The scary lesson of Meech

Canada-Québec - sortir ou rester ? <br>Il faudra bien se décider un jour...

Twenty years ago, Canadians awoke to a historic surprise. While they were sleeping, their first ministers were meeting privately in the woods, remaking the country.

At the end of their long day's journey into the night, the premiers and the prime minister would emerge proud and confident. One by one, they would fix their feet triumphantly before the microphones and declare something strange and wondrous: a new constitution and a new Canada.

They called their covenant the Meech Lake Accord, after that footprint of water in the Gatineau Hills of Quebec where they had gathered. Once just another pretty lake known for its nude bathers, Meech Lake would become synonymous with secrecy, audacity, acrimony and treachery.

For the next three years, Canada passed through one of the greatest crises in its history. What began as a quiet, modest exercise in renewal ended with some predicting the end of Canada. The accord was about rights and powers, yes; more broadly, it was about the kind of country that we wanted to be.
Two decades later, these questions remain unresolved and unresolvable. Astonishingly, though, some are suggesting that we reopen the Constitution, which would be as much folly today as it was then.

Let us remind ourselves of what happened at Meech Lake on April 30, 1987.
Since the Quebec government of Robert Bourassa had floated its proposals for constitutional change in 1986, there had been months of low-level intergovernmental talks. Brian Mulroney worried that his native Quebec was the only province to refuse to sign the patriated Constitution of 1982, even though it was still bound by it.

So the prime minister set out to persuade the premiers to embrace Bourassa's demands. Quebec wanted a veto over constitutional amendments, increased powers over immigration, the right to opt out of federal spending programs with compensation, and, most important, recognition as "a distinct society."
When the invitation came to talk, though, no one thought the first ministers would reach a deal in a day, behind closed doors. "Come down to Meech Lake for a little chat, said the spider to the fly," recalled Roland Penner, the attorney general of Manitoba. And so they did.

The premiers chatted all day and night and wearily agreed to Quebec's demands. They added some of their own -- what Quebec got, they got -- including a say in the appointment of senators and high court judges.
At first, the country cheered. Quebec had finally agreed! The country was whole again! Brian Mulroney was John A. Macdonald, and the first ministers were nation-builders.

Over the next month, things began falling apart. Led by an outraged Pierre Trudeau, criticism mounted. It became a crescendo. The discussions were held in private. The accord was "a seamless web" that could not be amended. Quebec was getting special powers. The other provinces were getting more powers. No one spoke for Canada.

But Quebec ratified the accord on June 23, 1987, and the clock started running; if not endorsed by the provincial legislatures by 1990, the agreement would die. Which is what happened. In the tortuous psychodrama of the next three years, Canadians would meet Frank McKenna, Clyde Wells, Jean Charest, Lucien Bouchard and Elijah Harper, who effectively killed the accord in the legislature of Manitoba.

At its end, Meech Lake would re-awaken separatism in Quebec, give birth to the Bloc Quebecois and produce the ill-fated Charlottetown Accord of 1992. The failure of Meech Lake would devastate Mr. Mulroney, destroy the Progressive Conservatives in 1993 and discredit the political elite, which twice misread the national mood on constitutional change.

So when Mario Dumont of the ADQ cavalierly suggests another constitutional conversation to discuss Quebec's demands for signing the Constitution, forgive him his youthful mistake. He apparently does not know just how perilous any discussion of the Constitution is in Canada, how it stirs demons deep in our psyche.

Forget that Mr. Dumont's vision of a new Confederation -- which, fundamentally, flows from the Allaire Report that a despondent Mr. Bourassa commissioned after the collapse of Meech Lake -- would leave the federal government an empty shell. With federalists such as Mr. Dumont, who needs separatists?
Not only would the aboriginal peoples demand a place at the table, so would every other aggrieved minority. The constitutional Pandora's Box would have no bottom -- and no top, either.

Wise people know that comprehensive constitutional reform is now impossible in Canada, short of a cataclysm that would compel a redrawing of powers. They also know that we have survived since 1987 without addressing the constitution, despite the warnings of the doomsayers, the Cassandras, the bond traders and the currency speculators. There may come a time to revisit this, but not now.
This is the enduring lesson of Meech Lake, as clear today as it was 20 years ago.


== TASK INSTRUCTIONS ==
Each record should be given again exactly, and any picture in it left out.

*** LISTED ENTRIES ***

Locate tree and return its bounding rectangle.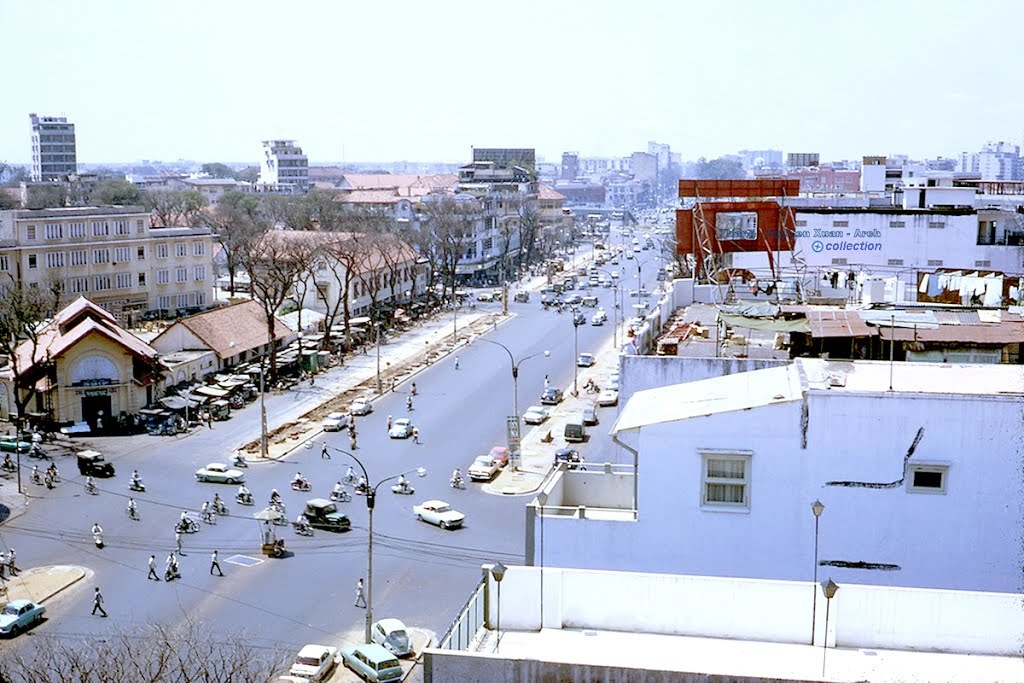
0,598,301,682.
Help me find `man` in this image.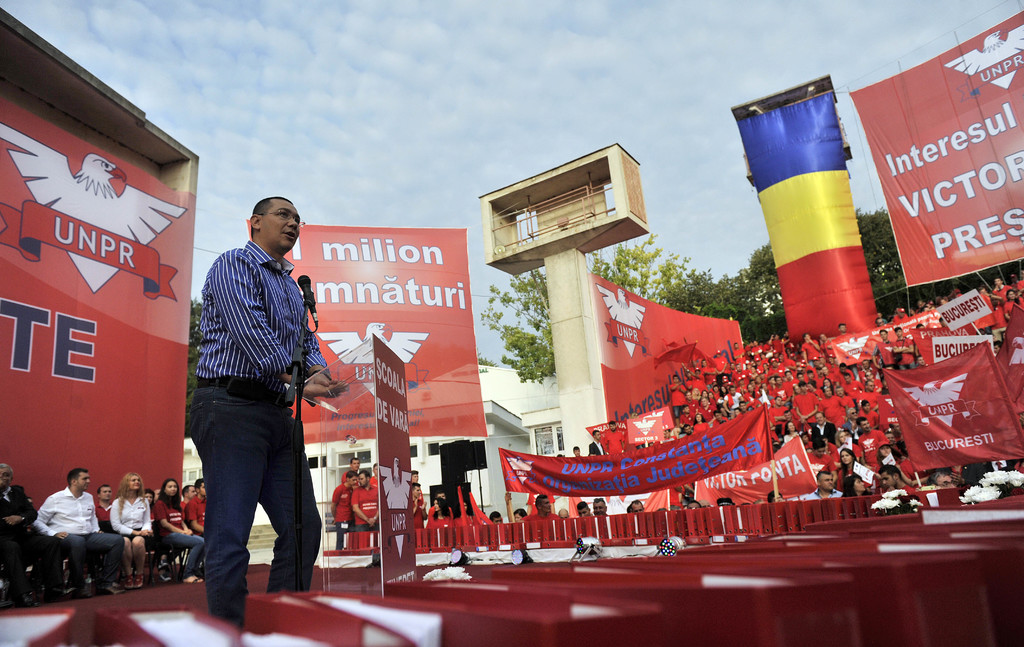
Found it: <box>330,470,354,555</box>.
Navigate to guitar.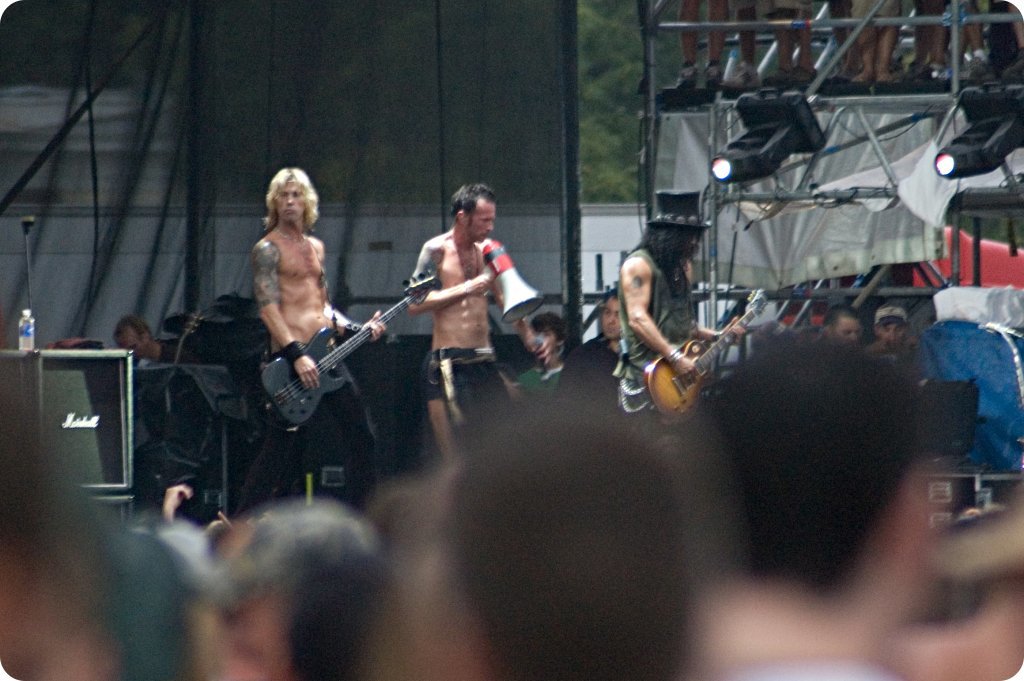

*** End of LISTED ENTRIES ***

== RESPONSE ==
Locate tree and return its bounding rectangle.
0,598,301,682.
Help me find `man` in this image.
Found it: <box>330,470,354,555</box>.
Navigate to guitar.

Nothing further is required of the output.